Tuesday, June 06, 2006

Is Google Greener than Microsoft?


Or is Microsoft greener than Google? Hard to say, as both companies have significant ranges of green activities going on in Seattle and Silicon Valley. CNet compares the two, and they both look pretty good:
Being portals and search engines, the companies are likely among the worst energy users because of the cooling and energy their data centers need to operate. When asked, company representatives did not say what, if anything, the data centers are doing to improve efficiency and reduce energy.

No doubt, Google and Microsoft, two of the top Internet sites in the world, use massive amounts of electricity to power and cool their data centers. But outside of the electricity that makes the businesses run, they are among the leading adopters of so-called green policies in corporate America.

Subsidies for buying Priuses? Check. Solar panels? Check. Hormone-free chicken in the corporate cafeteria? Check. Between them, they're doing a variety of things to try to make the Sierra Club, organic farmers and Al Gore proud.

"Any organization that looks at a way to become more efficient and reduce its energy consumption and emissions and makes facilities more human friendly and less toxic and more resource-conscious from the standpoint of sustainability is taking positive steps toward living in the environment in a more compatible way," said Stan Van Velsor, global warming program coordinator for environmental group Sierra Club's Loma Prieta Chapter office in Palo Alto, Calif.

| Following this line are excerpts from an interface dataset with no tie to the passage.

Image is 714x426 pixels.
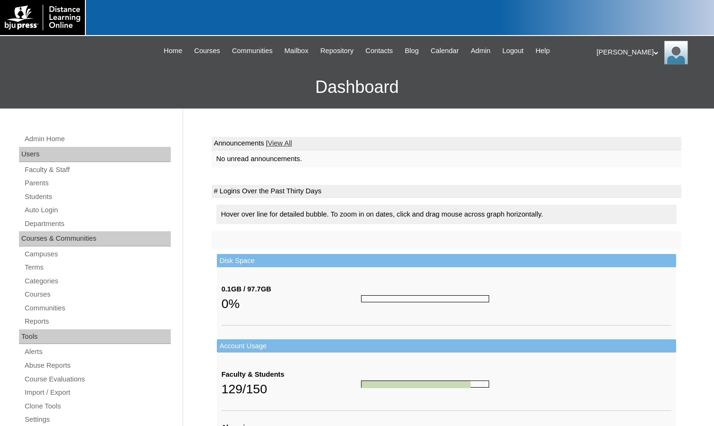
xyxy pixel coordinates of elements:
[5,66,709,109] h3: Dashboard
[531,46,555,56] a: Help
[24,374,171,386] a: Course Evaluations
[536,46,550,56] span: Help
[405,46,418,56] span: Blog
[216,205,676,224] div: Hover over line for detailed bubble. To zoom in on dates, click and drag mouse across graph horiz...
[19,147,171,162] div: Users
[280,46,314,56] a: Mailbox
[502,46,524,56] span: Logout
[222,380,361,399] div: 129/150
[431,46,459,56] span: Calendar
[320,46,353,56] span: Repository
[426,46,463,56] a: Calendar
[19,232,171,247] div: Courses & Communities
[24,316,171,328] a: Reports
[24,276,171,287] a: Categories
[24,414,171,426] a: Settings
[24,177,171,189] a: Parents
[159,46,187,56] a: Home
[24,204,171,216] a: Auto Login
[222,285,361,295] div: 0.1GB / 97.7GB
[664,41,688,65] img: Melanie Sevilla
[24,133,171,145] a: Admin Home
[24,164,171,176] a: Faculty & Staff
[217,340,676,353] td: Account Usage
[164,46,182,56] span: Home
[194,46,220,56] span: Courses
[471,46,491,56] span: Admin
[466,46,495,56] a: Admin
[24,360,171,372] a: Abuse Reports
[19,330,171,345] div: Tools
[285,46,309,56] span: Mailbox
[361,46,398,56] a: Contacts
[189,46,225,56] a: Courses
[268,139,292,147] a: View All
[24,249,171,260] a: Campuses
[24,218,171,230] a: Departments
[24,346,171,358] a: Alerts
[222,370,361,380] div: Faculty & Students
[24,303,171,315] a: Communities
[400,46,423,56] a: Blog
[498,46,528,56] a: Logout
[217,254,676,268] td: Disk Space
[365,46,393,56] span: Contacts
[5,5,80,30] img: logo-white.png
[227,46,278,56] a: Communities
[232,46,273,56] span: Communities
[24,401,171,413] a: Clone Tools
[597,41,705,65] div: [PERSON_NAME]
[212,150,681,168] td: No unread announcements.
[24,387,171,399] a: Import / Export
[315,46,358,56] a: Repository
[24,262,171,274] a: Terms
[24,289,171,301] a: Courses
[212,185,681,198] td: # Logins Over the Past Thirty Days
[222,295,361,314] div: 0%
[212,137,681,150] td: Announcements |
[24,191,171,203] a: Students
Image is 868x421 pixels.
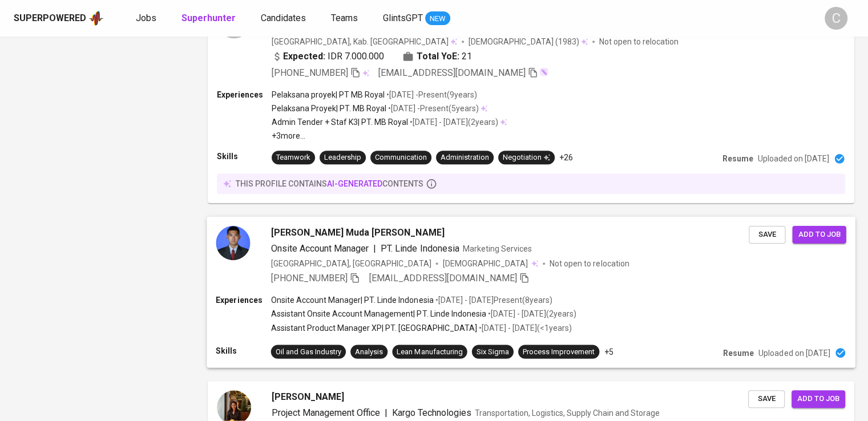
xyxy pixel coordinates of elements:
[272,390,344,404] span: [PERSON_NAME]
[791,390,845,408] button: Add to job
[182,11,238,25] a: Superhunter
[331,11,360,25] a: Teams
[599,36,679,48] p: Not open to relocation
[217,89,272,100] p: Experiences
[277,152,310,163] div: Teamwork
[757,153,829,164] p: Uploaded on [DATE]
[758,347,830,358] p: Uploaded on [DATE]
[276,346,341,357] div: Oil and Gas Industry
[272,89,384,100] p: Pelaksana proyek | PT MB Royal
[469,36,588,48] div: (1983)
[748,226,785,244] button: Save
[378,68,525,78] span: [EMAIL_ADDRESS][DOMAIN_NAME]
[271,226,444,240] span: [PERSON_NAME] Muda [PERSON_NAME]
[14,12,86,25] div: Superpowered
[272,103,386,114] p: Pelaksana Proyek | PT. MB Royal
[549,258,629,269] p: Not open to relocation
[397,346,462,357] div: Lean Manufacturing
[272,50,384,64] div: IDR 7.000.000
[324,152,361,163] div: Leadership
[384,406,387,420] span: |
[425,13,450,24] span: NEW
[604,346,613,357] p: +5
[216,345,270,356] p: Skills
[355,346,382,357] div: Analysis
[271,308,486,320] p: Assistant Onsite Account Management | PT. Linde Indonesia
[88,9,104,27] img: app logo
[331,12,358,23] span: Teams
[502,152,550,163] div: Negotiation
[442,258,530,269] span: [DEMOGRAPHIC_DATA]
[408,116,498,128] p: • [DATE] - [DATE] ( 2 years )
[476,346,509,357] div: Six Sigma
[723,347,754,358] p: Resume
[271,243,369,254] span: Onsite Account Manager
[136,12,157,23] span: Jobs
[182,12,235,23] b: Superhunter
[539,68,548,77] img: magic_wand.svg
[522,346,594,357] div: Process Improvement
[461,50,471,64] span: 21
[369,273,516,283] span: [EMAIL_ADDRESS][DOMAIN_NAME]
[272,36,456,48] div: [GEOGRAPHIC_DATA], Kab. [GEOGRAPHIC_DATA]
[824,7,847,30] div: C
[271,322,477,333] p: Assistant Product Manager XP | PT. [GEOGRAPHIC_DATA]
[748,390,785,408] button: Save
[261,11,308,25] a: Candidates
[722,153,753,164] p: Resume
[235,178,424,189] p: this profile contains contents
[327,179,382,188] span: AI-generated
[384,89,477,100] p: • [DATE] - Present ( 9 years )
[373,242,376,256] span: |
[14,9,104,27] a: Superpoweredapp logo
[559,152,573,163] p: +26
[272,116,408,128] p: Admin Tender + Staf K3 | PT. MB Royal
[272,408,380,418] span: Project Management Office
[469,36,555,48] span: [DEMOGRAPHIC_DATA]
[755,228,779,241] span: Save
[792,226,846,244] button: Add to job
[271,294,434,306] p: Onsite Account Manager | PT. Linde Indonesia
[375,152,427,163] div: Communication
[271,273,348,283] span: [PHONE_NUMBER]
[798,228,840,241] span: Add to job
[474,409,659,417] span: Transportation, Logistics, Supply Chain and Storage
[381,243,458,254] span: PT. Linde Indonesia
[441,152,489,163] div: Administration
[477,322,572,333] p: • [DATE] - [DATE] ( <1 years )
[272,130,506,142] p: +3 more ...
[272,68,348,78] span: [PHONE_NUMBER]
[416,50,459,64] b: Total YoE:
[216,226,250,261] img: b452320ff01bc9eae50cbf2445f5c885.jpg
[797,393,839,406] span: Add to job
[261,12,306,23] span: Candidates
[382,12,423,23] span: GlintsGPT
[754,393,779,406] span: Save
[217,151,272,162] p: Skills
[271,258,431,269] div: [GEOGRAPHIC_DATA], [GEOGRAPHIC_DATA]
[283,50,325,64] b: Expected:
[433,294,552,306] p: • [DATE] - [DATE] Present ( 8 years )
[486,308,576,320] p: • [DATE] - [DATE] ( 2 years )
[216,294,270,306] p: Experiences
[463,244,531,253] span: Marketing Services
[386,103,479,114] p: • [DATE] - Present ( 5 years )
[208,217,854,368] a: [PERSON_NAME] Muda [PERSON_NAME]Onsite Account Manager|PT. Linde IndonesiaMarketing Services[GEOG...
[392,408,471,418] span: Kargo Technologies
[136,11,158,25] a: Jobs
[382,11,450,25] a: GlintsGPT NEW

What impresses me in both cases is the variety of green practices: green building, renewable energy use, organic and local foods, composting and recycling... Each seems to recognize that "green" doesn't just mean putting a recycling bin in the break room, but involves looking at the whole environment, and how that environment affects the people working in it. No doubt these companies are using lots of electricity, but if more American companies followed the lead of these two technological giants, we'd be considerably better off environmentally... and all of those companies would likely have much happier employees. Sounds like goals worth investing in, don't you think?